Business implications

The changes from each media paradigm to the next will be evolutionary and overlapping. That is
why a consumer on any given day might read a newspaper, check Digg for the latest news, buy a
song on iTunes, view a video on her mobile phone and post pictures of her new kitten at Flickr.
Nonetheless, it is useful to note the following trends, as are summarized in Table 1 below.

 Media will move from (i) a centralized, one-to-many model to (ii) a distributed, some-to-
some model to (iii) an atomized, many-to-one model.

 Media companies can succeed in the future only by enabling their content, as well as any
associated advertising, to be acquired on an individualized, ad-hoc basis by consumers.

 Passive content consumption on fixed and wired devices will give way to active, customized
consumption on miniaturized, wireless and highly mobile platforms.

 Consumers, as opposed to traditional media companies, will create a growing amount of


content. Indeed, early market research suggests that younger consumers narrowly prefer user-
generated content over fare produced by a traditional provider (Deloitte & Touche, 2007).

2 Perhaps the best example is Google, which controls 64% of search traffic and 76% of search advertising.

© 2007, Alan D. Mutter alan.mutter@broadbandxxi.com 415.519.2495 Page 4


Beyond Web 2.0
How new technology will change
everything about the media business

 The technology used to deliver media will move from static formats like Hypertext Markup
Language (HTML) to dynamic delivery like Really Simple Syndication (RSS) to such intuitive
applications as Resource Description Framework (RDF) and its successors.

 Content that historically was organized by human editors – and since has come to be indexed
by Google-like search algorithms – eventually will be organized intuitively by artificial intelligence
systems responding to the expressed preferences, as well as the past and predicted behavior, of
the individual consumer.

 Mass-market advertising, which already is in the process of being supplanted by targeted and
verifiable keyword advertising, will migrate to contextual systems that deliver precisely tuned
messages to individuals on the verge of ordering a pizza, buying a car or booking a vacation.
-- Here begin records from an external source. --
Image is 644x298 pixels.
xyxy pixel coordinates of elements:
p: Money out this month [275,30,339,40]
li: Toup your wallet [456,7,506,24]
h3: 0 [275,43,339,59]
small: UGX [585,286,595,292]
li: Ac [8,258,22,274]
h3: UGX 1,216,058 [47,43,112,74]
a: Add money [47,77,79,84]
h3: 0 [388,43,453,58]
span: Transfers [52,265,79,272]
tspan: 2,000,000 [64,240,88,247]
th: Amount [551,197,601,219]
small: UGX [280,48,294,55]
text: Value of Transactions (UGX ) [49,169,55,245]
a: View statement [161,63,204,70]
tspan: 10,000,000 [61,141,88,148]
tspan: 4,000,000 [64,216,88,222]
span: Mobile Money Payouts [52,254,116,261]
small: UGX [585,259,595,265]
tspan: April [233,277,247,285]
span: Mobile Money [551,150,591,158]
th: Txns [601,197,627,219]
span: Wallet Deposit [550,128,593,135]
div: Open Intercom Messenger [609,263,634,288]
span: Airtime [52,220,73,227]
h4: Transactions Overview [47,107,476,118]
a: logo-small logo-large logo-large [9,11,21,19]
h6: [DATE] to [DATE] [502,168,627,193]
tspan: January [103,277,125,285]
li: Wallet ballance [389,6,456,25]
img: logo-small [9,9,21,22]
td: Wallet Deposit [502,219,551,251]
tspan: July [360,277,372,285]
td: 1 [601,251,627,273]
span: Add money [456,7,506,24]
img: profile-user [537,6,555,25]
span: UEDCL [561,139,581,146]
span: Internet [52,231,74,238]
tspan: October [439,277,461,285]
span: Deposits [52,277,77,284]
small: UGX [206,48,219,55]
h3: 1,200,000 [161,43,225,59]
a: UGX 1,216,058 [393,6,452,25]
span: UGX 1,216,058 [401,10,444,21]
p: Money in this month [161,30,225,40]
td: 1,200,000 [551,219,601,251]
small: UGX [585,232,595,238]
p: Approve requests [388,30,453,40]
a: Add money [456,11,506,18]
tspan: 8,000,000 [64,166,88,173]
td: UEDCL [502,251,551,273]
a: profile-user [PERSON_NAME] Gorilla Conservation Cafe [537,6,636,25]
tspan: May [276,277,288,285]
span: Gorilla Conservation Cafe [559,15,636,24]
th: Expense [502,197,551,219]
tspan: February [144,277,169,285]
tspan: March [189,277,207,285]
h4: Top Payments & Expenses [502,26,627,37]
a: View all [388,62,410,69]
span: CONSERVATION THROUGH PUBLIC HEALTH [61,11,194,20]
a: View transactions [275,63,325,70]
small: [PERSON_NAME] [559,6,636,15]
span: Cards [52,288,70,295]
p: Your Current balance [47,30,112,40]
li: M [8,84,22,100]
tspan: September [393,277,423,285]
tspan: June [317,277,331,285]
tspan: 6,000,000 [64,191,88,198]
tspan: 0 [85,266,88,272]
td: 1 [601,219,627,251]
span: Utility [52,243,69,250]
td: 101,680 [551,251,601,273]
 As the large and “sticky” audiences traditionally enjoyed by Media 1.0 companies continue to
fragment, they will become increasingly devalued in the eyes of most advertisers. Media
companies must develop sophisticated systems to marry targeted commercial messages with
content wherever and whenever it is consumed.

 As the mass media lose favor among most marketers, the volume and rates for advertising in
the least common denominator media will decline to the extent they may imperil profitability.

Media 1.0’s unfair advantage

The Media 1.0 companies can take advantage of the transitional Media 2.0 period to prepare to
migrate successfully to Media 3.0 and whatever lies beyond. Though weakened by an
unaccustomed degree of competition in the last two decades, most of the Media 1.0 companies
continue to be equipped to compete in this emerging world by virtue of the large audiences;
unparalleled content-creation resources; powerful marketing capabilities, and the estimable sales
and profits that they still enjoy. If they use them, they won’t lose them. If they don’t, they will.

About the author

Media-technology consultant Alan D. Mutter is the former CEO of three Silicon Valley companies
involved in online media technology and broadband media delivery; the former COO of a national
cable television company with more than $200 million in annual sales, and a former editor who
led the newsrooms of the Chicago Sun-Times and San Francisco Chronicle during periods of
record circulation growth for both newspapers.

He has consulted on media, technology and mobile strategies for Texas Pacific Group, the Sun-
Times Media Group, the Fox Television Network Affiliate Board, BASF and Kyocera. He devotes
significant time to investing in and advising private companies delivering Media 3.0 content and
advertising solutions. He has lectured at Northwestern and Arizona State Universities and
publishes a widely quoted online commentary on the technological developments challenging the
traditional media. His blog, “Reflections of a Newsosaur,” is at www.newsosaur.blogspot.com.